At the margins of the pond is the plant that feeds more people on the planet than any other food – rice (Oryza sativa). There are as many as 120,000 varieties of cultivated rice, providing an annual global harvest of more than 520 million metric tons. Bananas (Musa spp.) can be seen in the jungle-like borders surrounding the pond.

 

 

The Carnivorous Plant House

The quiet and calm atmosphere of this house belies the sinister nature of the plants we grow here. In the wild, carnivorous plants grow in nutrient-poor environments where insects provide an essential source of nutrients. Plants have evolved a myriad of different leafy traps to attract, trap and kill unsuspecting insect prey.

Some traps are passive, such as the sticky flypaper of the butterwort (Pinguicula spp.). Trumpet pitcher plants (Sarracenia spp.) have pitfall traps which contain pools of digestive enzymes into which insects tumble and drown. The Venus fly trap (Dionaea muscipula) can move rapidly when triggered by a hapless insect walking across the surface of its jaws. Below ground, bladderworts (Utricularia spp.) have bladder-like traps which ‘suck in’ aquatic invertebrates, via a vacuum.

Many of these species are threatened in the wild because of over-collection for the horticultural trade.

carnivorous plant house
Rainforest house at Botanic Garden

 

The Rainforest House

In our jungle environment, we grow an assortment of tropical crop plants including cocoa, coffee, rubber, avocado, cinnamon, sugarcane, pineapple, papaya, ginger, cardamom, plantain and vanilla.
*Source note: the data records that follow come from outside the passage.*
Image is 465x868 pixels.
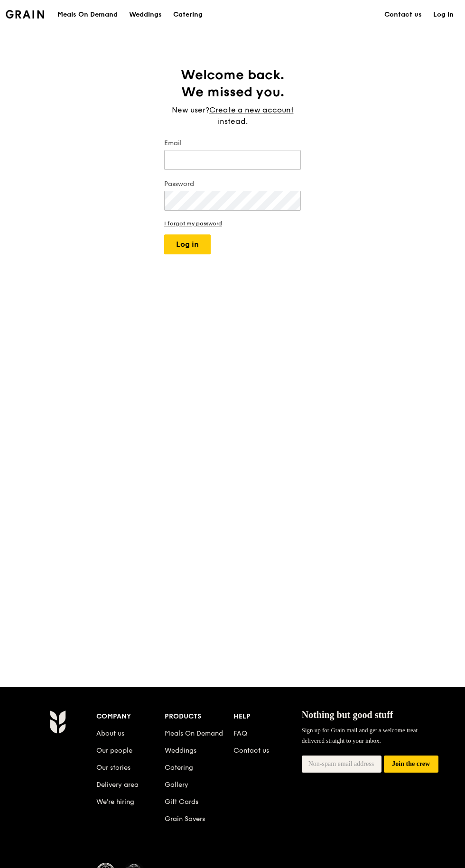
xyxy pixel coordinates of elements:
a: Grain Savers [165,815,205,823]
span: Sign up for Grain mail and get a welcome treat delivered straight to your inbox. [302,727,418,744]
span: New user? [172,105,209,115]
a: Create a new account [209,105,294,116]
a: Weddings [165,747,197,755]
a: Gallery [165,781,189,789]
a: Our people [96,747,133,755]
h1: Welcome back. We missed you. [164,67,301,101]
a: FAQ [233,730,247,738]
div: Catering [173,1,203,29]
span: Nothing but good stuff [302,710,393,720]
span: instead. [218,117,248,126]
label: Password [164,179,301,189]
div: Products [165,710,233,724]
a: Contact us [378,1,428,29]
div: Meals On Demand [57,1,118,29]
a: Meals On Demand [165,730,223,738]
a: Our stories [96,764,131,772]
a: Delivery area [96,781,139,789]
input: Non-spam email address [302,756,382,773]
a: Contact us [233,747,269,755]
a: Log in [428,1,459,29]
a: I forgot my password [164,220,301,227]
div: Help [233,710,302,724]
a: Gift Cards [165,798,199,806]
a: We’re hiring [96,798,134,806]
a: Catering [165,764,193,772]
img: Grain [49,710,66,734]
a: Catering [167,1,209,29]
button: Log in [164,235,210,255]
a: Weddings [123,1,167,29]
label: Email [164,139,301,148]
div: Weddings [129,1,162,29]
div: Company [96,710,165,724]
img: Grain [6,10,44,19]
button: Join the crew [384,756,438,773]
a: About us [96,730,124,738]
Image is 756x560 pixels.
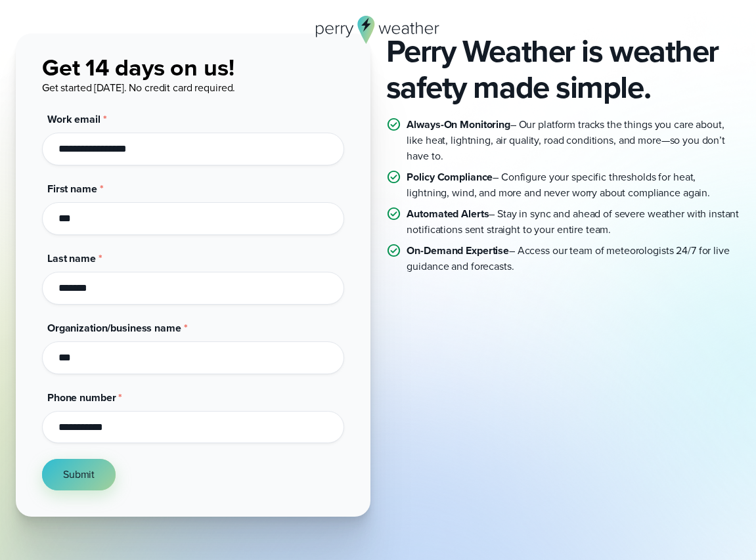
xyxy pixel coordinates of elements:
span: First name [47,182,97,196]
p: – Configure your specific thresholds for heat, lightning, wind, and more and never worry about co... [406,170,740,201]
p: – Our platform tracks the things you care about, like heat, lightning, air quality, road conditio... [406,117,740,164]
span: Get started [DATE]. No credit card required. [42,80,235,95]
span: Phone number [47,390,116,405]
h2: Perry Weather is weather safety made simple. [386,34,741,106]
span: Last name [47,251,95,266]
span: Work email [47,111,101,127]
p: – Stay in sync and ahead of severe weather with instant notifications sent straight to your entir... [406,206,740,237]
button: Submit [42,459,116,491]
span: Get 14 days on us! [42,50,235,84]
span: Submit [63,467,95,482]
strong: Always-On Monitoring [406,117,509,132]
strong: Policy Compliance [406,170,492,184]
strong: Automated Alerts [406,206,488,221]
strong: On-Demand Expertise [406,243,509,258]
span: Organization/business name [47,320,182,335]
p: – Access our team of meteorologists 24/7 for live guidance and forecasts. [406,243,740,275]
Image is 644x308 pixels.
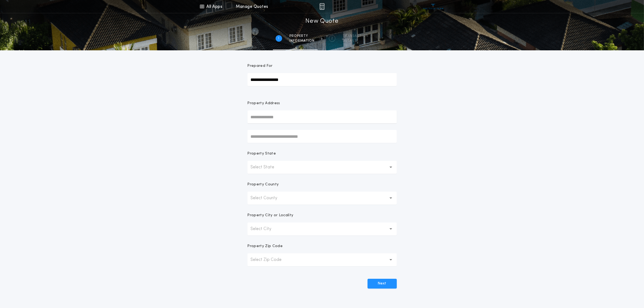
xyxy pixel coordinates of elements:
p: Select Zip Code [251,257,291,263]
button: Next [368,279,397,288]
p: Property City or Locality [248,213,294,218]
button: Select City [248,223,397,236]
input: Prepared For [248,73,397,86]
button: Select State [248,161,397,174]
h2: 1 [279,36,279,41]
h1: New Quote [306,17,338,26]
span: details [344,38,369,43]
p: Select City [251,226,280,233]
span: information [290,38,315,43]
p: Select County [251,195,286,202]
h2: 2 [331,36,333,41]
p: Select State [251,164,283,171]
p: Prepared For [248,63,273,69]
span: Property [290,34,315,38]
img: img [319,3,325,10]
span: Transaction [344,34,369,38]
p: Property Zip Code [248,244,283,249]
img: vs-icon [424,4,443,9]
p: Property Address [248,100,397,106]
button: Select County [248,192,397,205]
p: Property County [248,182,279,187]
button: Select Zip Code [248,254,397,266]
p: Property State [248,151,276,156]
We also grow important medicinal plants, the rosy periwinkle (Catharanthus roseus), which is used in the treatment of leukaemia, for example.
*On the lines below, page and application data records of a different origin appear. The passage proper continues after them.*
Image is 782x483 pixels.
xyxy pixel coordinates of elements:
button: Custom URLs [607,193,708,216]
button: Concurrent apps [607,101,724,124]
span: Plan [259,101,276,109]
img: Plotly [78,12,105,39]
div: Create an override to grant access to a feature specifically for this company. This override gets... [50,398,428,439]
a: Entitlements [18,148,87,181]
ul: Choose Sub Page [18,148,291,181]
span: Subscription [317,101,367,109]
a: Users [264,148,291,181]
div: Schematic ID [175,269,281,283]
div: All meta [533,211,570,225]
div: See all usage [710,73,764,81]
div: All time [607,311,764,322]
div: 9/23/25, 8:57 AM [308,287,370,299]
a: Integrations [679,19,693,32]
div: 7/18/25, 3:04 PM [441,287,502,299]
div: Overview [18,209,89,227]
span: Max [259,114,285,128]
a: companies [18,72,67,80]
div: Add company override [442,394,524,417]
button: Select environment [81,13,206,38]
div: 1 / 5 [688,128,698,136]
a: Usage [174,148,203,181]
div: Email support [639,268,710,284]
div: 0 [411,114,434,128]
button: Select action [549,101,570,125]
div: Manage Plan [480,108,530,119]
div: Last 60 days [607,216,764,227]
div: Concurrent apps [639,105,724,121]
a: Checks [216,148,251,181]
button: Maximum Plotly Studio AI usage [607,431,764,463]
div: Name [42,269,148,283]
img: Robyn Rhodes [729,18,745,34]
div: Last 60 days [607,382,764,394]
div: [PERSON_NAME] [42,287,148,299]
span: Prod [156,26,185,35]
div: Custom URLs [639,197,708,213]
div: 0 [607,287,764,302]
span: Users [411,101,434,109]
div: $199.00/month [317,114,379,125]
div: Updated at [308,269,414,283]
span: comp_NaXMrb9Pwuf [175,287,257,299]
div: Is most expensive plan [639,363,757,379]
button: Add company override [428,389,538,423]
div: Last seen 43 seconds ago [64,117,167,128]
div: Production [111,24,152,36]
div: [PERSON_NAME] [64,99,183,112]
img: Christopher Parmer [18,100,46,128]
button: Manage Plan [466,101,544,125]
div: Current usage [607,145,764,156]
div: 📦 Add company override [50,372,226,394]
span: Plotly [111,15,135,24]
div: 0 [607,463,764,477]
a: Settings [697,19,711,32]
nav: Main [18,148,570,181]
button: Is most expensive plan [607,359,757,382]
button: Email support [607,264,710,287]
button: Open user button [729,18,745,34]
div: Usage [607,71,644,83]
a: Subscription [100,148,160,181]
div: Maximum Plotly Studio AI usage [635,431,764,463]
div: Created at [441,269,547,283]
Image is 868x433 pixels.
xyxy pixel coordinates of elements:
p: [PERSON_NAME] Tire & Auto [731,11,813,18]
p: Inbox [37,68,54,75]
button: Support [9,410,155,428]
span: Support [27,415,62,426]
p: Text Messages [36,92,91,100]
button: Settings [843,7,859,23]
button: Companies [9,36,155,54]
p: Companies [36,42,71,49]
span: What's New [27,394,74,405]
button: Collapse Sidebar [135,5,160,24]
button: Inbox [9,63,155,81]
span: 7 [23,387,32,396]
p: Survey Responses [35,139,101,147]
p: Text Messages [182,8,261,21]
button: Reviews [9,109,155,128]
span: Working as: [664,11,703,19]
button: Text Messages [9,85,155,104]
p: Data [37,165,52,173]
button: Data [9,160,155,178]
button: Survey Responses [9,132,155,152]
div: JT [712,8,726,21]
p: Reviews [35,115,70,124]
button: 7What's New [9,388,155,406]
Competition is fierce in the rainforest, as plants jostle for light and space. With no autumn or winter to halt growth, and a plentiful supply of water, some plants grow at a phenomenal rate. Others have enormous leaves making the most of available light as it filters down through the canopy. Climbers compete with other plants in their search for light, whilst epiphytes perch high up in the canopy on other trees’ branches.

 

 

The Arid House

All the plants in the Arid House are adapted to drought. Many take up water rapidly and store it in their succulent stems and leaves during infrequent periods of rainfall. Some of these plants use 'crassulacean acid metabolism' (CAM) – a particularly efficient form of photosynthesis in which their pores (stomata) remain closed during the day to reduce water loss. At night, these pores then open to absorb carbon dioxide.

Rainfall triggers flowering in arid plant communities. Mass flowerings often coincide with the migration of pollinating birds. Other species flower at dusk when pollinating bats emerge, for example cacti such as Cereus uruguayanus which can be seen growing in the Arid House.

The most prominent plants in the Arid House are the giant euphorbia, and next to it, a similar-sized cactus which stand over six metres tall in the centre. These plants evolved on the continents of Africa and North America respectively. Because they both evolved adaptations to survive arid conditions, they look very similar, even though they are unrelated – an example of convergent evolution.